Peak Scoring with heavy peptides tilman werner  2021-01-08 02:11
 

Dear Skyline Team,

Happy new year - thank you for this amazing tool!
I have a question regarding peak scoring. I have run a PRM experiment with spiked in heavy peptides to detect several cytokines. Some we could clearly detect, but with others the results are shaky and we are not really sure if we should count the peptides as detected in our sample or not. The main issue is which peaks to already count as a fragment pattern and which ones to discard as noise.
I was wondering if there is a tool in Skyline that allowed us to calculate something like a Q-value for the peaks by using the heavy peptide peaks as input/template instead of a seperately generated peptide library? Or is there another way to discern signal from noise in the presence of heavy peptide standards?

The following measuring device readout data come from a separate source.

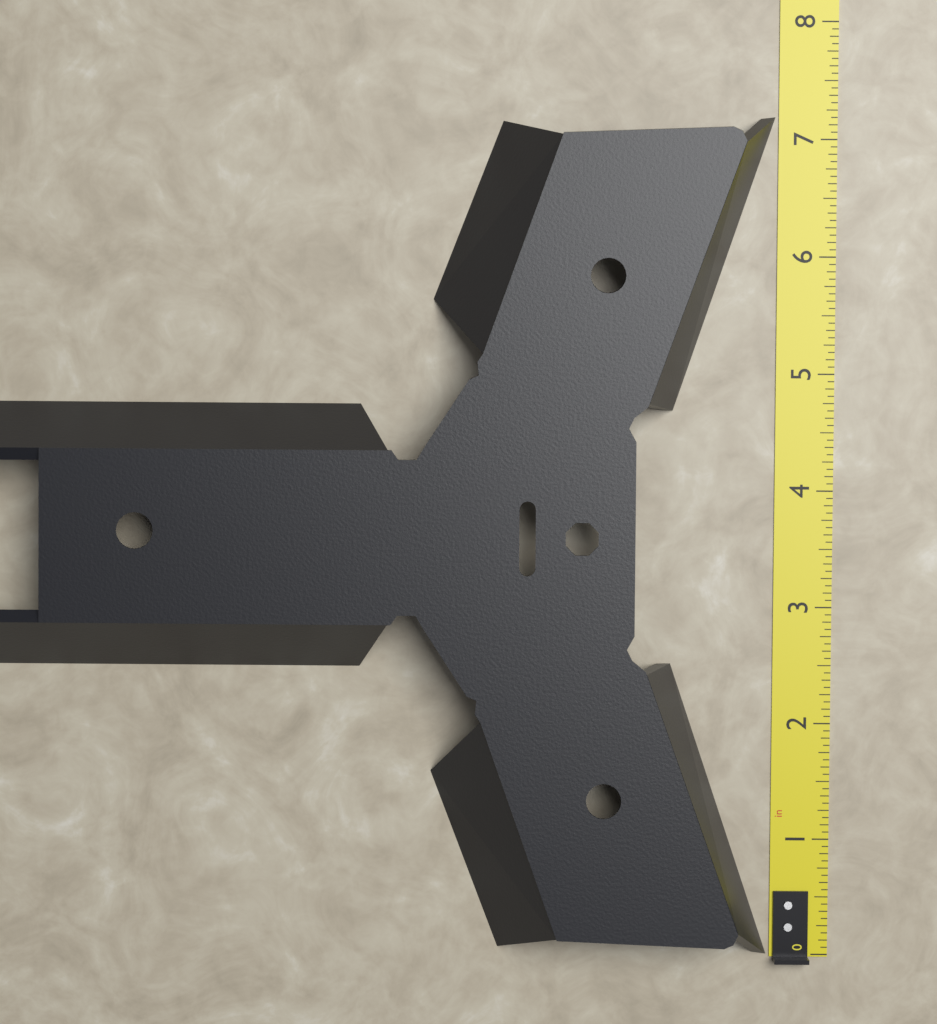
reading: 7.1875 in
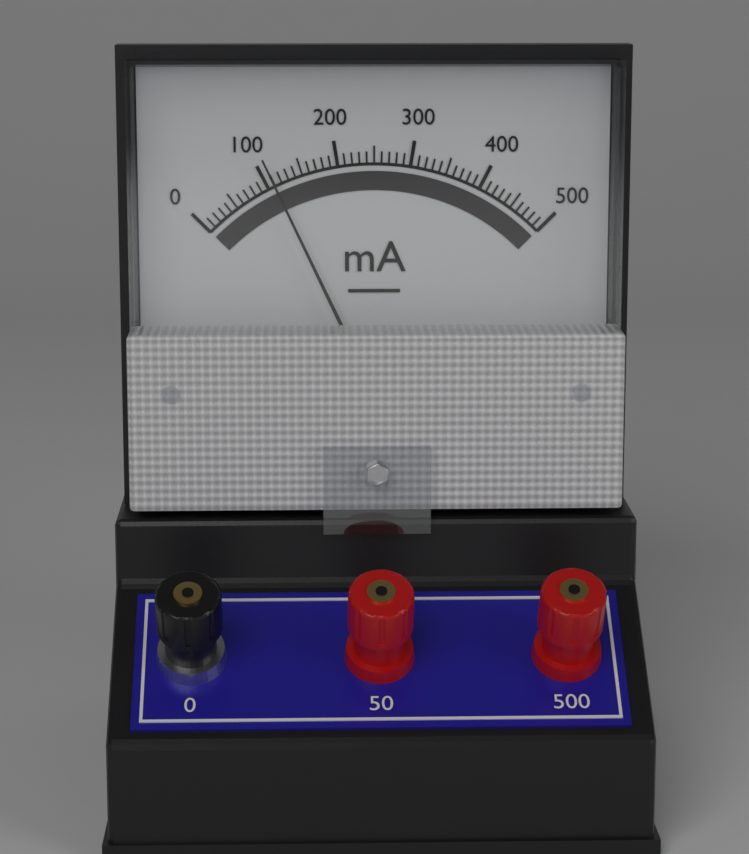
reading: 110 mA
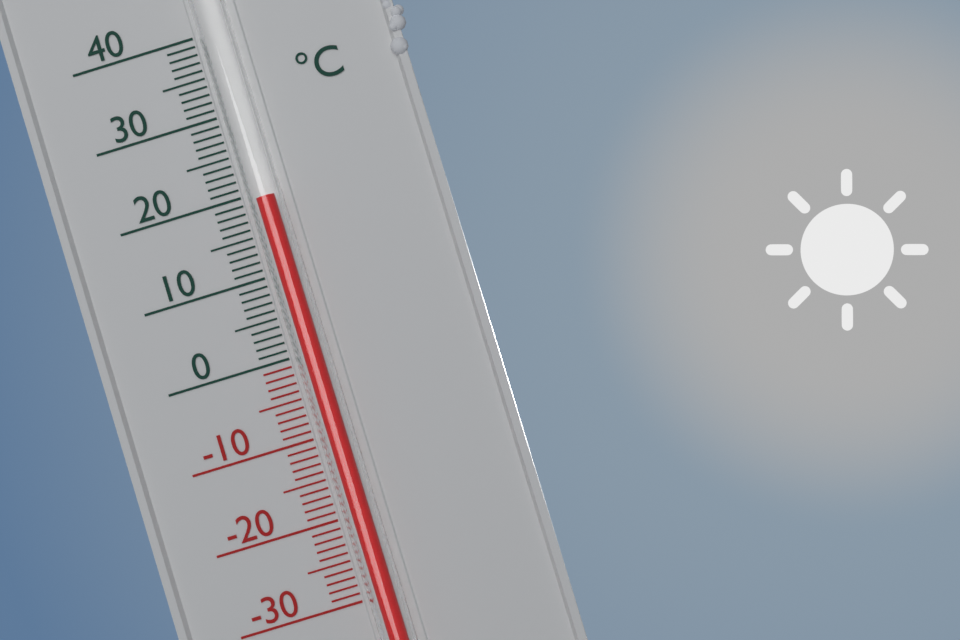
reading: 19 °C
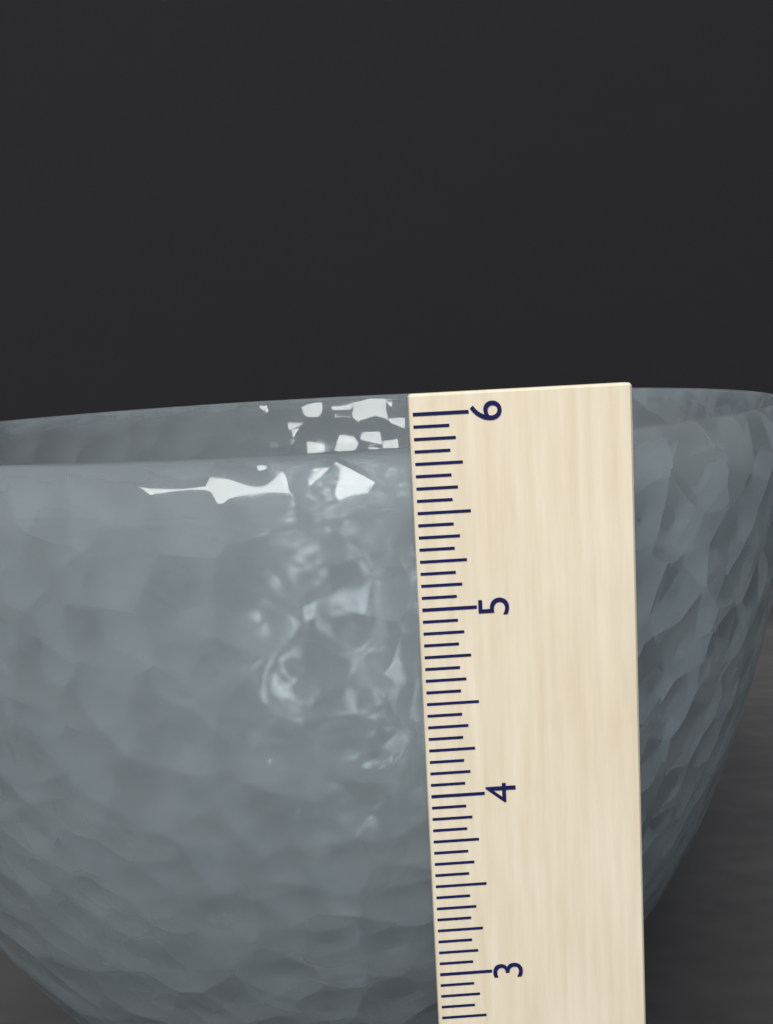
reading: 5.8125 (no unit)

Thank you for your great work: Skyline is by far the fastest way to go from measurement to shiny result!
Best wishes,
Tilman

 
 
Brendan MacLean responded:  2021-01-13 16:39

Hi Tilman,
Generally in the presence of heavy standards, Skyline scores the heavy standard and then just quantifies the signal on the light channel. Skyline has background subtraction, which should reduce the noise contribution considerably, but it can also be advisable to perform some assay development ahead of time to determine which transitions may have interference and therefore should be marked as not quantitative, which would keep them from contributing to the TotalArea or light:heavy ratio.

It is generally enough to prove you are integrating the right retention time range based on consistency of your detection of the across replicates, based on intensity and retention time.

If you really want a q value, you can look into using mProphet in Skyline, described in the Advanced Peak Picking tutorial, but this is now considered most appropriate for larger-scale methods like DIA, and usually without injected standards.

Hope this helps. Sorry for not getting back to you sooner.